LIBRARIES IN MEMORIAL BIBLE
HOUSE, CANBERRA - page 2 A
catalogue to this collection was published in 1967 to mark the 150th anniversary
of the meeting under Governor Macquarie’s direction that began the Bible Society
movement in Australia. The introduction to the catalogue notes that there
were at that time over 3000 volumes in the library, a third of them from Europe
and the Near East; the rest are mainly from the Middle East and Asia, Africa and
Oceania (including Australia), in that order, as well as some items from the Americas.
This collection has now expanded to over 5000 Bibles, New or Old Testaments, single
books and other biblical materials in more than 700 languages, published over
six centuries. It contains both traditional translations and other items such
as New Reader materials, particularly in Aboriginal languages and in some of the
languages of Papua New Guinea.
The
oldest volume in this collection is a Latin Bible printed in Basel by Johann Froben in 1495. Other historic
editions include a Tyndale New Testament from 1551, a fourth edition of a Greek
New Testament published in 1545 with a preface by Philip Melanchthon ,
and a polyglot edition of 1602 in Hebrew, Greek, Latin and German. Other European
languages represented include Albanian (the library’s earliest edition was published
in 1827), Basque (1871), Breton (1886), French (1565), Hungaro-Slovenian (1848),
Romansch (1812) and Wend (1821), and several languages of the British
Isles including Manx,
Sussex and Braid Scots; there is also a volume in
Pitman Shorthand.
One particular treasure is a second printing
of the first edition of the 1611 "Authorised Version" in English [pictured]. Unlike
many modern editions of this landmark volume, this and subsequent editions of
the AV up until the late 18th or early 19th centuries included all the so-called
"deuterocanonical" ("second rule") or "apocryphal" ("hidden") materials---the
books and chapters which were found in the Greek text of the Septuagint, but not
in the Hebrew or Aramaic parts of the Old Testament now extant.
Among
the more notable of our materials in the languages of Asia is the second volume
of a Bengali Old Testament published in 1809 (one of our seven first editions
published in Serampore by William Carey and his colleagues); we also have a first
edition (1884) of the Gospel of Mark in Korean, translated by John Ross of the
Presbyterian Mission at Mukden. The collection is not limited to items from the
19th century and earlier. It includes, for example, a special 1937 presentation
copy of the Gospel of John in Sakata, a West African language which was the “thousandth
tongue” in which the Scriptures had been published.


▸ Brief: Reproduce all of the entries character for character, while leaving out any pictures they contain.

▸ Available data:
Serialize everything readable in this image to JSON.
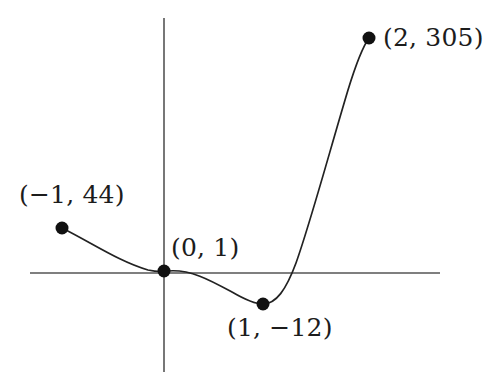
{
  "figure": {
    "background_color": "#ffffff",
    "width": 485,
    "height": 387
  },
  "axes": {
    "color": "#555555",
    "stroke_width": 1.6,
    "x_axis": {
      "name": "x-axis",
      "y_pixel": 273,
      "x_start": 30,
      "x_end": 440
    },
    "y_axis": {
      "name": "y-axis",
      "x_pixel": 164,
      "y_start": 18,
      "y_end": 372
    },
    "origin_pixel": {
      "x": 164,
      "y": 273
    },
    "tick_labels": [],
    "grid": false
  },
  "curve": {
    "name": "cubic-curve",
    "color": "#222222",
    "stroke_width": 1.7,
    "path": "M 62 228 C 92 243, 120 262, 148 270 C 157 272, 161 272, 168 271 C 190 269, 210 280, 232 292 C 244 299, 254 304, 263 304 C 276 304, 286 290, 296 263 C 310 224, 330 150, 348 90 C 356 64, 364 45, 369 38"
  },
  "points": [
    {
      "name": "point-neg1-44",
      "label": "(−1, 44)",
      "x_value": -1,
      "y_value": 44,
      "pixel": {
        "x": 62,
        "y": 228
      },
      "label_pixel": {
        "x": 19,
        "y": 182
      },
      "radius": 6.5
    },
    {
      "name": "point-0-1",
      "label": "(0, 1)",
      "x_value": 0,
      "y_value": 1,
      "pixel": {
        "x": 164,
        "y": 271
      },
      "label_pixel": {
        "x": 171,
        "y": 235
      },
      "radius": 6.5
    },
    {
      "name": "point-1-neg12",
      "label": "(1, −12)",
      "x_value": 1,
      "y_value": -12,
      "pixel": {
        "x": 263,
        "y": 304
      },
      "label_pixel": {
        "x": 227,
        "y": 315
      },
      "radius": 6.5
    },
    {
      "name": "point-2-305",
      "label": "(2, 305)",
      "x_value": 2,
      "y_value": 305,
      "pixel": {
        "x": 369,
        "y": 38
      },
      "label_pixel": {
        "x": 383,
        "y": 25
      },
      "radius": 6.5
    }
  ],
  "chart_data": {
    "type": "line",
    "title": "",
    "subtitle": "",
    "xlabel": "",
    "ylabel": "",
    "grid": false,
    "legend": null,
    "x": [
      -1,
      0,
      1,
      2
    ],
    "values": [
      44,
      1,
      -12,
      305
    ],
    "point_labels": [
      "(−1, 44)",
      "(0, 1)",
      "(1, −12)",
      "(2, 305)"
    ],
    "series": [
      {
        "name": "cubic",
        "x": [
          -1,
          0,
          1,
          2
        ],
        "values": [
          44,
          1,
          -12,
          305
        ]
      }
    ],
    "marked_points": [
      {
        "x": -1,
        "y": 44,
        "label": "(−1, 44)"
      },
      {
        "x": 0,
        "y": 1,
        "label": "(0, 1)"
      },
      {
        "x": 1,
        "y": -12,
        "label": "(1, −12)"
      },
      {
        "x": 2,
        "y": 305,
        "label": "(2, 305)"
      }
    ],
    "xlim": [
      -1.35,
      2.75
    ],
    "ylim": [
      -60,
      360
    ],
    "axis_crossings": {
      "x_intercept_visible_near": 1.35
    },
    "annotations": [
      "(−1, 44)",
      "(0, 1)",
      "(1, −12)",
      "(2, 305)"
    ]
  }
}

▸ Task answer:
Serialize everything readable in this image to JSON.
{
  "figure": {
    "background_color": "#ffffff",
    "width": 485,
    "height": 387
  },
  "axes": {
    "color": "#555555",
    "stroke_width": 1.6,
    "x_axis": {
      "name": "x-axis",
      "y_pixel": 273,
      "x_start": 30,
      "x_end": 440
    },
    "y_axis": {
      "name": "y-axis",
      "x_pixel": 164,
      "y_start": 18,
      "y_end": 372
    },
    "origin_pixel": {
      "x": 164,
      "y": 273
    },
    "tick_labels": [],
    "grid": false
  },
  "curve": {
    "name": "cubic-curve",
    "color": "#222222",
    "stroke_width": 1.7,
    "path": "M 62 228 C 92 243, 120 262, 148 270 C 157 272, 161 272, 168 271 C 190 269, 210 280, 232 292 C 244 299, 254 304, 263 304 C 276 304, 286 290, 296 263 C 310 224, 330 150, 348 90 C 356 64, 364 45, 369 38"
  },
  "points": [
    {
      "name": "point-neg1-44",
      "label": "(−1, 44)",
      "x_value": -1,
      "y_value": 44,
      "pixel": {
        "x": 62,
        "y": 228
      },
      "label_pixel": {
        "x": 19,
        "y": 182
      },
      "radius": 6.5
    },
    {
      "name": "point-0-1",
      "label": "(0, 1)",
      "x_value": 0,
      "y_value": 1,
      "pixel": {
        "x": 164,
        "y": 271
      },
      "label_pixel": {
        "x": 171,
        "y": 235
      },
      "radius": 6.5
    },
    {
      "name": "point-1-neg12",
      "label": "(1, −12)",
      "x_value": 1,
      "y_value": -12,
      "pixel": {
        "x": 263,
        "y": 304
      },
      "label_pixel": {
        "x": 227,
        "y": 315
      },
      "radius": 6.5
    },
    {
      "name": "point-2-305",
      "label": "(2, 305)",
      "x_value": 2,
      "y_value": 305,
      "pixel": {
        "x": 369,
        "y": 38
      },
      "label_pixel": {
        "x": 383,
        "y": 25
      },
      "radius": 6.5
    }
  ],
  "chart_data": {
    "type": "line",
    "title": "",
    "subtitle": "",
    "xlabel": "",
    "ylabel": "",
    "grid": false,
    "legend": null,
    "x": [
      -1,
      0,
      1,
      2
    ],
    "values": [
      44,
      1,
      -12,
      305
    ],
    "point_labels": [
      "(−1, 44)",
      "(0, 1)",
      "(1, −12)",
      "(2, 305)"
    ],
    "series": [
      {
        "name": "cubic",
        "x": [
          -1,
          0,
          1,
          2
        ],
        "values": [
          44,
          1,
          -12,
          305
        ]
      }
    ],
    "marked_points": [
      {
        "x": -1,
        "y": 44,
        "label": "(−1, 44)"
      },
      {
        "x": 0,
        "y": 1,
        "label": "(0, 1)"
      },
      {
        "x": 1,
        "y": -12,
        "label": "(1, −12)"
      },
      {
        "x": 2,
        "y": 305,
        "label": "(2, 305)"
      }
    ],
    "xlim": [
      -1.35,
      2.75
    ],
    "ylim": [
      -60,
      360
    ],
    "axis_crossings": {
      "x_intercept_visible_near": 1.35
    },
    "annotations": [
      "(−1, 44)",
      "(0, 1)",
      "(1, −12)",
      "(2, 305)"
    ]
  }
}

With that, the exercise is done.